I saw that mentioned in the “Intel Quick Sync Hardware Transcoding Support” section so I figured that was just for Quick Sync – which I don’t have. Especially when NVIDIA HW transcode was “working” outside of the device not showing up in the list. But adding /dev/dri now has my NVIDIA cards showing on both systems I run. ![]()
Hopefully that lets me try the HEVC release once the 301 loop clears. ![]()

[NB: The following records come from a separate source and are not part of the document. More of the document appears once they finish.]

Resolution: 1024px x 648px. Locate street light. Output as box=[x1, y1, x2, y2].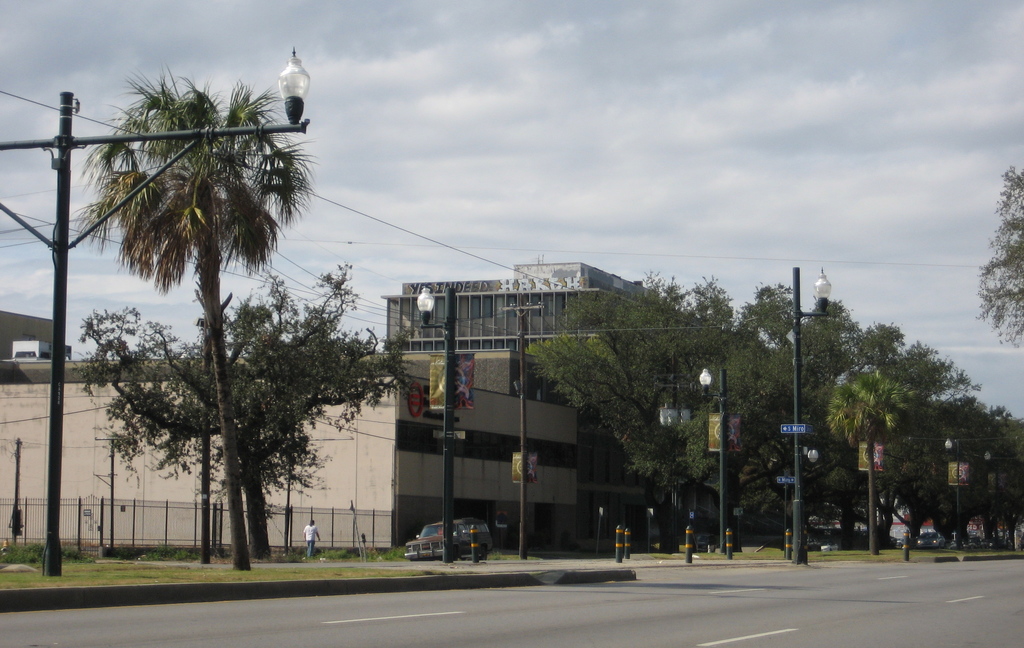
box=[982, 449, 998, 552].
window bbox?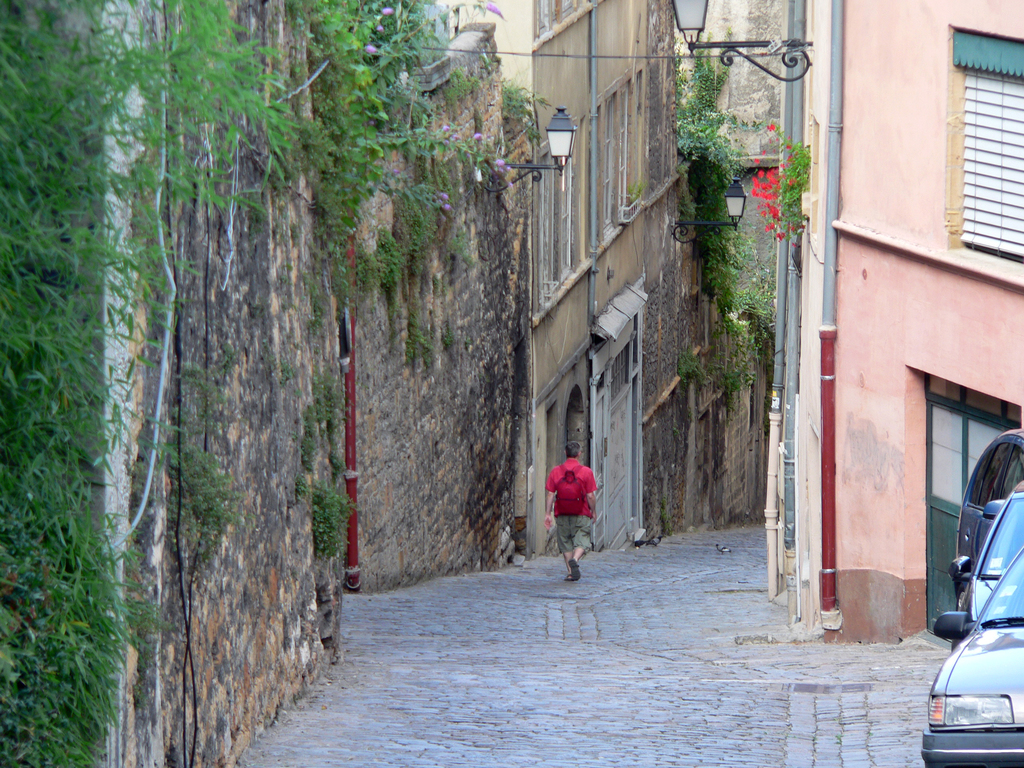
{"left": 605, "top": 346, "right": 637, "bottom": 396}
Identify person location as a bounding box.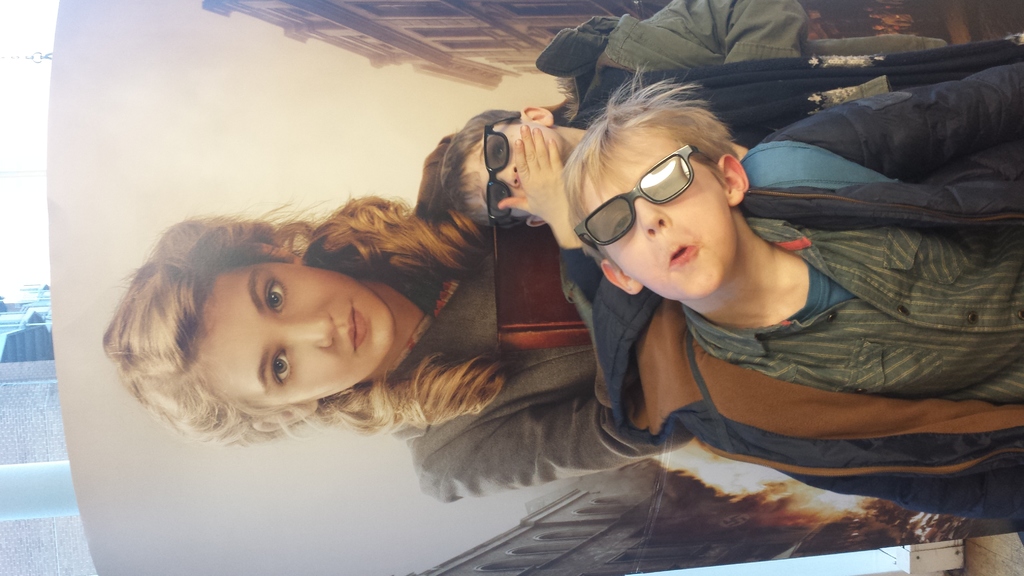
{"left": 440, "top": 0, "right": 948, "bottom": 371}.
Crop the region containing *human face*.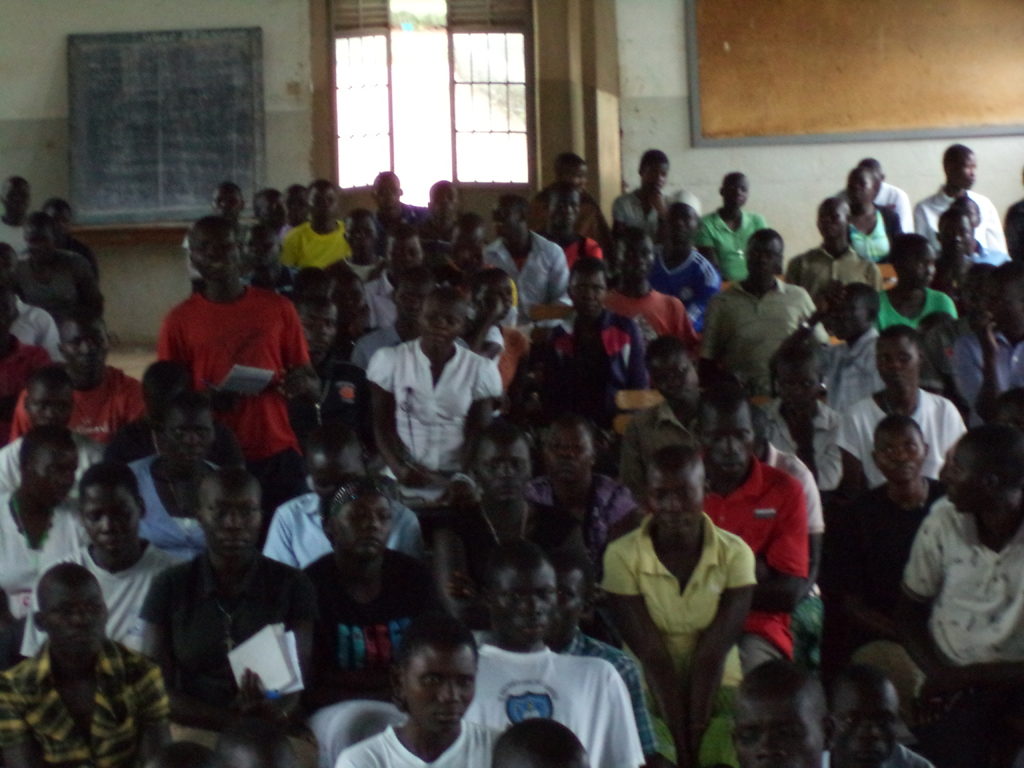
Crop region: (34, 443, 83, 509).
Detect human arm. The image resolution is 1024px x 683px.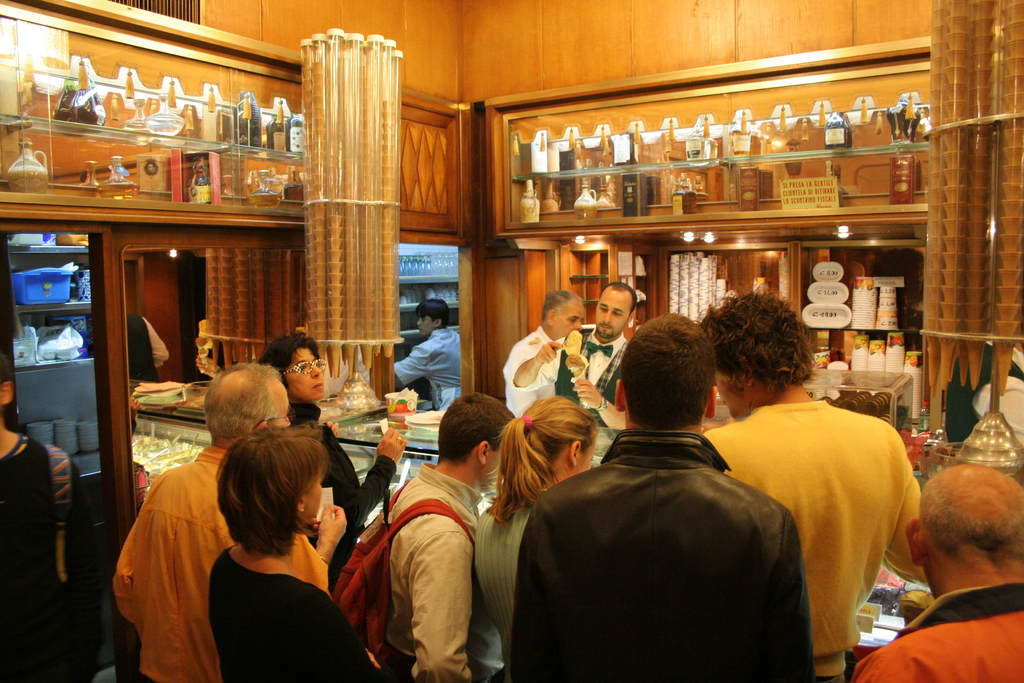
x1=67, y1=459, x2=88, y2=635.
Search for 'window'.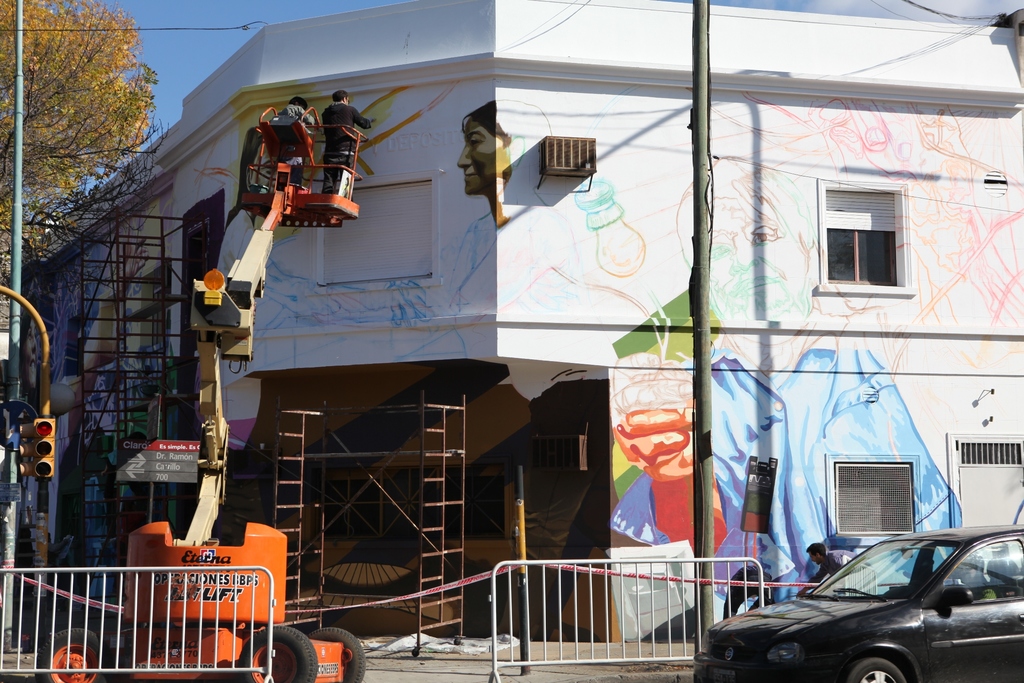
Found at region(817, 446, 908, 545).
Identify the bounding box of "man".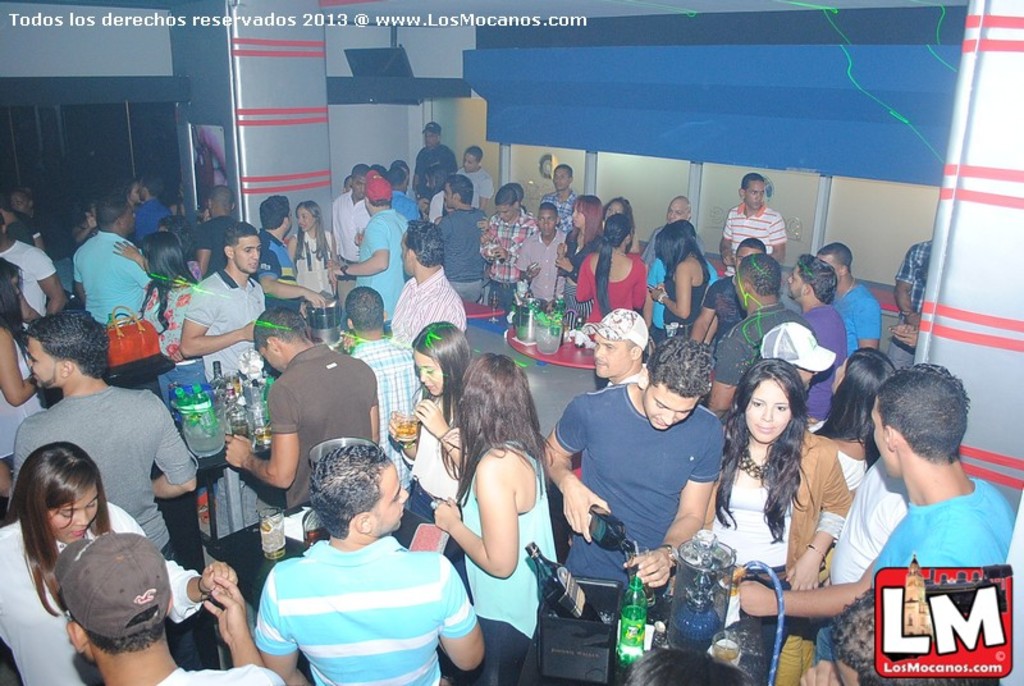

Just checking(maybe I missed it), however on macOS as my server, I am NOT seeing the available/selected GPU. Is this expected behavior? I am running the preview build on an M4 Pro Mac Mini. I see the other options for HEVC, just not a GPU selector and had assumed it’s because it only has the built-in one.